The living room was immaculate and masculine, with walls painted a deep shade of blue and hung with a fine collection of original Victorian maps and prints. Oscar had a fondness for dark antiques and English leather, and an obsession with anti-mind-control devices. They were strategically placed everywhere, inexpensive spectrometers, radio frequency field strength and TriField meters, for the supposed detection of various surveillance frequencies such as infrared, magnetic, and radio waves.
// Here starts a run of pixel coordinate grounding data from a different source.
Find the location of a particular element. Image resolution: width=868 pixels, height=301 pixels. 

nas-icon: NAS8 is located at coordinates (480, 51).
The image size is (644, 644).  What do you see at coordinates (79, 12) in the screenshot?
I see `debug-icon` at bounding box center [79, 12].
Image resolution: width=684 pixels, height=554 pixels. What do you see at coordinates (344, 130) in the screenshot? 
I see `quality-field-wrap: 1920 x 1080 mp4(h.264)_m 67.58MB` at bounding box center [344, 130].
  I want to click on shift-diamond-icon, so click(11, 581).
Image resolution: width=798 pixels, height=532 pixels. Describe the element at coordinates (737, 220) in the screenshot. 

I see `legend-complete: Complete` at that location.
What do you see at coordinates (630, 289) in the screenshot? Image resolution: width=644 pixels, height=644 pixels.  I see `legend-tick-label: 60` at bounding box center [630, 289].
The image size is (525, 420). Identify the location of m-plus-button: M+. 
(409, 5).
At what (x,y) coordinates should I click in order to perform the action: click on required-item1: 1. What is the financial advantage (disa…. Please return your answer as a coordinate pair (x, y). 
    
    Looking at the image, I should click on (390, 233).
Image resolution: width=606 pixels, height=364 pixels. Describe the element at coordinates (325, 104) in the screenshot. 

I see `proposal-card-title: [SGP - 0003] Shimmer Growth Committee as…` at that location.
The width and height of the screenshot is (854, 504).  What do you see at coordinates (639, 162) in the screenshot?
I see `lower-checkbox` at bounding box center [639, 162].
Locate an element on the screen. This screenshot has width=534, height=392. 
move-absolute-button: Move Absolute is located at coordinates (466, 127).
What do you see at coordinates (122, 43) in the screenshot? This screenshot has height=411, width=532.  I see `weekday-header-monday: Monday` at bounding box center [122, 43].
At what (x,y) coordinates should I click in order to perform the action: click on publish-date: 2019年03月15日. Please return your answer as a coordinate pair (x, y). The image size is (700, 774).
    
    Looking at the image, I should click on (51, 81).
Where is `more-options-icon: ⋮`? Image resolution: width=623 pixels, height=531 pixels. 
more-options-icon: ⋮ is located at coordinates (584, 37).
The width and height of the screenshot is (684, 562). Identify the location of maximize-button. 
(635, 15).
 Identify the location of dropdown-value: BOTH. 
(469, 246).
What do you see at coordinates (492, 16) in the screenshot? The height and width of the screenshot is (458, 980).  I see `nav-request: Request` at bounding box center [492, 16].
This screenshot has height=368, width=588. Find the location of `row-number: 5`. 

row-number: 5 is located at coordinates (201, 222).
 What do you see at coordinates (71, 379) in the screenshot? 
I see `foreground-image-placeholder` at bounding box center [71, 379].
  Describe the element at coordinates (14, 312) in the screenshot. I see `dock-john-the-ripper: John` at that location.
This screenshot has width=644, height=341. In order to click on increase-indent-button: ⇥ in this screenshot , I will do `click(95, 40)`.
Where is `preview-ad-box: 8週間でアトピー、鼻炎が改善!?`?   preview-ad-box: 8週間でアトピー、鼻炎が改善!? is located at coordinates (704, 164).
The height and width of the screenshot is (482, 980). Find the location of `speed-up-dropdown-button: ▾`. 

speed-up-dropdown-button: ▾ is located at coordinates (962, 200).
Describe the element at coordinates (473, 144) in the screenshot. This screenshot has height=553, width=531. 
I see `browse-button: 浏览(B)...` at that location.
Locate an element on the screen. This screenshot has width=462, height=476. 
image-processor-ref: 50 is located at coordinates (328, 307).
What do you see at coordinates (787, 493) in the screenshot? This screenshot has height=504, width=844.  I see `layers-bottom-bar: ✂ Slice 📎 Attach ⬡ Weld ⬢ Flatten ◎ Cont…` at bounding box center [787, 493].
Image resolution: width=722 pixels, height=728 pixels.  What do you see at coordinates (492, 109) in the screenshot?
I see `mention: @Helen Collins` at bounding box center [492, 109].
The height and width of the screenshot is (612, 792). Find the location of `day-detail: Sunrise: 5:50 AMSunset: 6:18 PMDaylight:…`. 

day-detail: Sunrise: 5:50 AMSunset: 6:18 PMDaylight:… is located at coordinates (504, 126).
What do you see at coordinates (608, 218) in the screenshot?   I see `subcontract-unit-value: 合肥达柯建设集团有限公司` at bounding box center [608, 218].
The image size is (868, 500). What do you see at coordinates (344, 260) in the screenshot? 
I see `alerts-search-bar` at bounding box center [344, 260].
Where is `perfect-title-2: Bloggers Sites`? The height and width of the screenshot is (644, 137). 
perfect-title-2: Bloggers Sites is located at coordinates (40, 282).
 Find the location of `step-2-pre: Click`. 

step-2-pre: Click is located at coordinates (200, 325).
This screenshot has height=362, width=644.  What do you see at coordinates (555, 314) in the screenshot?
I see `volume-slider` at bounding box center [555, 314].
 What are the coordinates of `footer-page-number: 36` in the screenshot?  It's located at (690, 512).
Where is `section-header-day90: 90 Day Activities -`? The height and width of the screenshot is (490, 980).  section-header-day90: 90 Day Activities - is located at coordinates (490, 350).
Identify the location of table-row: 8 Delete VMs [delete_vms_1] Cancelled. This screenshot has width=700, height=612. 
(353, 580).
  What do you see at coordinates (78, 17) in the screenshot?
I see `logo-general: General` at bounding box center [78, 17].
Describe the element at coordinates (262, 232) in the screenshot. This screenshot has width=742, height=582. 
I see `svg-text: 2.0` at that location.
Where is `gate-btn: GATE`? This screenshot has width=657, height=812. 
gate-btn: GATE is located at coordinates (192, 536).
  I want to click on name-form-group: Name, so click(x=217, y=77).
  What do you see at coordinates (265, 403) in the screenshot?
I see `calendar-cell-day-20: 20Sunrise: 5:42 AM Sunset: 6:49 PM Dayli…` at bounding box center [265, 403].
As they walked around the apartment, they discovered antennas and strips of vinyl-coated lead, and buckets of water, and odd contraptions like aluminum foil-lined metal plates wired to batteries and homemade copper pyramids, and hard hats lined with soundproofing foam and topped by small sections of pipe.
An aluminum foil tent completely enclosed Oscar’s bed.
“Wave-jamming devices,” Benton said. “Pyramids and hats to block out sound waves, beamed energies, including psychic energies. He was trying to create a bubble force field around himself.”
Marino and a uniformed officer were carrying a box the size of a washing machine as Lucy got out of a cab in front of Terri Bridges’s brownstone.
Lucy slung a nylon satchel over her shoulder, paid the fare, and watched them load the box into the back of a police van. She hadn’t seen Marino since she’d threatened to blow his head off last spring in his fishing shack, and decided the best approach was to walk right up to him.